I trialed and then purchased Gigapixel AI for a professional project with very demanding specs. I can't show you the images, unfortunately due to contract restrictions. But I can tell you what I was asked to do and did.
The Hirshhorn Museum in Washington DC will be mounting an exhibition of a gift of Marcel Duchamp's ephemera and smaller objects/multiples. Two of these are iterations of "The Green Box" and "The White Box". These boxes contain assembled notes for his work. The designers and curator of the exhibition wished to have a way to display the contents during the exhibition, but this requires constant rotations as the materials cannot be exposed to even the low FC levels of the museum. They cooked up the idea to have a 1:1 image of the contents as a photo background on which individual bits could be rotated and laid on top in proper position, preserving an exact 1:1 correlation between image and artifacts. The curator assisted by a conservator and the designer arranged all of this on a sheet of foam core, and the whole bit was wheeled into the photo lab and shot on a large motorized copy stand using high cri color adjustable LED lights, but no polarization. Shot with a 645Z. The array was too wide for my 645 55 lens at full column extension, so I had to use the DFA 35. Something of a torture test in more ways than one. If you ask why we didn't stitch, there were multiple technical/logistical reasons during the shot, and I wondered in this case if the stitch wouldn't bring in its own problems (pretty densely detailed image, and due to the nature of the materials pretty easy to see any stitching goofs...)
The whole desired image of each exceeded the 1:1 capabilities of of even my 645Z at 300ppi, so some uprezzing was required. I uprezzed one 1.5x and the other 2x. The design team decided to convert the photos to B+W so that the originals could be very easily distinguished against this photo background by the public. All of this will be displayed flat in plexiglass topped vitrines, the overall size about 44-ish inches on the long side.
Yesterday we finally pulled a full size test print off of the graphics department's plotter-printer (so not the best print for photo). For the Green Box materials, arrayed in a dense overlapping cluster, I was quite pleased with the results resolution-wise----a very clean result. it was better than I expected based on the image on the screen. The other image has not been printed yet, but it looks better on the screen than this first one, so I expect it will be quite good.
That said, I had my doubts as I was processing the images. In initial processing trials from tiffs out of LR, Gigapixel AI's auto settings produced alarming halos and strange "vermiculation" artifacts among areas of random textures. I had to dial down my normal sharpening and contrast settings in LR quite a bit
and reduce output sharpening to low, and I had to use the manual settings in Gigapixel AI and reduce/tweak the default setting there as well. There are only 2 manual slider settings unfortunately, IIRC.
I hope to have time to produce a Youtube video on this when I have time(cue hysterical background laughter) in the next few weeks.
So, to recap the salient points and add a couple:
- Good to excellent results are possible when used with care. Combined with judicious leverage of dpi in a print very large prints can be produced.
- Care is absolutely required!
- The program adds sharpening and contrast, so pre-process accordingly!
- It's an open question how far you can uprez---I bet it's very image dependent.
- The software needs more and better manual controls
- The "AI" part needs further development
- Odd artifacts can be induced---watch those blank or random textured areas
- I bought the software at full price---I buy things I need but I don't spend frivolously, and my money is a vote of approval.
I am anxious to do some trials of this with some of my own artwork images. For me, a 40-60-ish inch long side dimension for the things I am doing right now, multiple vertically oriented shots in
n-tychs would be a sweet spot. With a triptych, for instance, I could have an overall framed dimension of floated images about 64-ish by 140-ish inches, which is as big a work as I want to handle (and pay for, even printing and framing/glazing myself) right now.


DESCRIPTION OF THE TASK: Restate the records in full, so that each line matches the original exactly.

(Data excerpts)

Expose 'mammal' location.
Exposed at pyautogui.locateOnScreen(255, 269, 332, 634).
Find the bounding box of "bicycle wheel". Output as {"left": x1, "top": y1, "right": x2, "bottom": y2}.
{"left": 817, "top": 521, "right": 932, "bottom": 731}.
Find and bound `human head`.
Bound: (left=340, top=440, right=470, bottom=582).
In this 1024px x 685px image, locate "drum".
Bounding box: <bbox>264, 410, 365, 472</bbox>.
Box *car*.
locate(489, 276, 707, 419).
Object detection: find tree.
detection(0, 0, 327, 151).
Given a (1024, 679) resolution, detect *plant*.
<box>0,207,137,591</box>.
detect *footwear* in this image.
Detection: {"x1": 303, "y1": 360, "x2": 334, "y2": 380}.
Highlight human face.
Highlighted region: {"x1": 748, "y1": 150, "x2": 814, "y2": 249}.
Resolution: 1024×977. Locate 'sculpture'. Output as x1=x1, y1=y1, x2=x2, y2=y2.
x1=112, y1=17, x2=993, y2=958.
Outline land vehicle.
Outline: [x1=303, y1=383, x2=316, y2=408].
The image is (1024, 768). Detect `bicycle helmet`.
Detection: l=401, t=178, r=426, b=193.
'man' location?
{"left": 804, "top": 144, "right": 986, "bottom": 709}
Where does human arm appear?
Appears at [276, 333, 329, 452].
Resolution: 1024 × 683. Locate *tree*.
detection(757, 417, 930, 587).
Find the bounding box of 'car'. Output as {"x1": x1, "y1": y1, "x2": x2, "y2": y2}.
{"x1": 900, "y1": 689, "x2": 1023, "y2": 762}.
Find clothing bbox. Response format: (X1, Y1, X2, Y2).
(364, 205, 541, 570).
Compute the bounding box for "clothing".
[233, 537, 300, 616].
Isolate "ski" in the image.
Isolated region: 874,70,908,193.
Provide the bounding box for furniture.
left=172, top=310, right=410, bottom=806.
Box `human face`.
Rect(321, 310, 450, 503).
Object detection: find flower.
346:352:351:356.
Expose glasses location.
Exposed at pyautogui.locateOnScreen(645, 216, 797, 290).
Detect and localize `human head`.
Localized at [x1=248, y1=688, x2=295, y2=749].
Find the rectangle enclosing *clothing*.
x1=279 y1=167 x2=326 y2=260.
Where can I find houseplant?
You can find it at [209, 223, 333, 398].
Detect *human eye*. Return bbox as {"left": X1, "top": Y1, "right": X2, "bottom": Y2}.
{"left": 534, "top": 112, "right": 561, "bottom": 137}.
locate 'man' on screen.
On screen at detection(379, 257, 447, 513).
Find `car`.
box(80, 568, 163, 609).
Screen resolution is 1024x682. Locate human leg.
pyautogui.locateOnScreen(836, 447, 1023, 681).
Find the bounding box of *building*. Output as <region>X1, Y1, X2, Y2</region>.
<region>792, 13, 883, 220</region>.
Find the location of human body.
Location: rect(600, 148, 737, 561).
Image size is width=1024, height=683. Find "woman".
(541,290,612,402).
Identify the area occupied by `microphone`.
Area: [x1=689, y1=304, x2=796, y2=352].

WRITTEN ANSWER:
Expose 'mammal' location.
Exposed at pyautogui.locateOnScreen(255, 269, 332, 634).
Find the bounding box of "bicycle wheel". Output as {"left": x1, "top": y1, "right": x2, "bottom": y2}.
{"left": 817, "top": 521, "right": 932, "bottom": 731}.
Find and bound `human head`.
Bound: (left=340, top=440, right=470, bottom=582).
In this 1024px x 685px image, locate "drum".
Bounding box: <bbox>264, 410, 365, 472</bbox>.
Box *car*.
locate(489, 276, 707, 419).
Object detection: find tree.
detection(0, 0, 327, 151).
Given a (1024, 679) resolution, detect *plant*.
<box>0,207,137,591</box>.
detect *footwear* in this image.
Detection: {"x1": 303, "y1": 360, "x2": 334, "y2": 380}.
Highlight human face.
Highlighted region: {"x1": 748, "y1": 150, "x2": 814, "y2": 249}.
Resolution: 1024×977. Locate 'sculpture'. Output as x1=x1, y1=y1, x2=x2, y2=y2.
x1=112, y1=17, x2=993, y2=958.
Outline land vehicle.
Outline: [x1=303, y1=383, x2=316, y2=408].
The image is (1024, 768). Detect `bicycle helmet`.
Detection: l=401, t=178, r=426, b=193.
'man' location?
{"left": 804, "top": 144, "right": 986, "bottom": 709}
Where does human arm appear?
Appears at [276, 333, 329, 452].
Resolution: 1024 × 683. Locate *tree*.
detection(757, 417, 930, 587).
Find the bounding box of 'car'. Output as {"x1": x1, "y1": y1, "x2": x2, "y2": y2}.
{"x1": 900, "y1": 689, "x2": 1023, "y2": 762}.
Find clothing bbox. Response format: (X1, Y1, X2, Y2).
(364, 205, 541, 570).
Compute the bounding box for "clothing".
[233, 537, 300, 616].
Isolate "ski" in the image.
Isolated region: 874,70,908,193.
Provide the bounding box for furniture.
left=172, top=310, right=410, bottom=806.
Box `human face`.
Rect(321, 310, 450, 503).
Object detection: find flower.
346:352:351:356.
Expose glasses location.
Exposed at pyautogui.locateOnScreen(645, 216, 797, 290).
Detect and localize `human head`.
Localized at [x1=248, y1=688, x2=295, y2=749].
Find the rectangle enclosing *clothing*.
x1=279 y1=167 x2=326 y2=260.
Where can I find houseplant?
You can find it at [209, 223, 333, 398].
Detect *human eye*. Return bbox as {"left": X1, "top": Y1, "right": X2, "bottom": Y2}.
{"left": 534, "top": 112, "right": 561, "bottom": 137}.
locate 'man' on screen.
On screen at detection(379, 257, 447, 513).
Find `car`.
box(80, 568, 163, 609).
Screen resolution is 1024x682. Locate human leg.
pyautogui.locateOnScreen(836, 447, 1023, 681).
Find the bounding box of *building*. Output as <region>X1, Y1, X2, Y2</region>.
<region>792, 13, 883, 220</region>.
Find the location of human body.
Location: rect(600, 148, 737, 561).
Image size is width=1024, height=683. Find "woman".
(541,290,612,402).
Identify the area occupied by `microphone`.
Area: [x1=689, y1=304, x2=796, y2=352].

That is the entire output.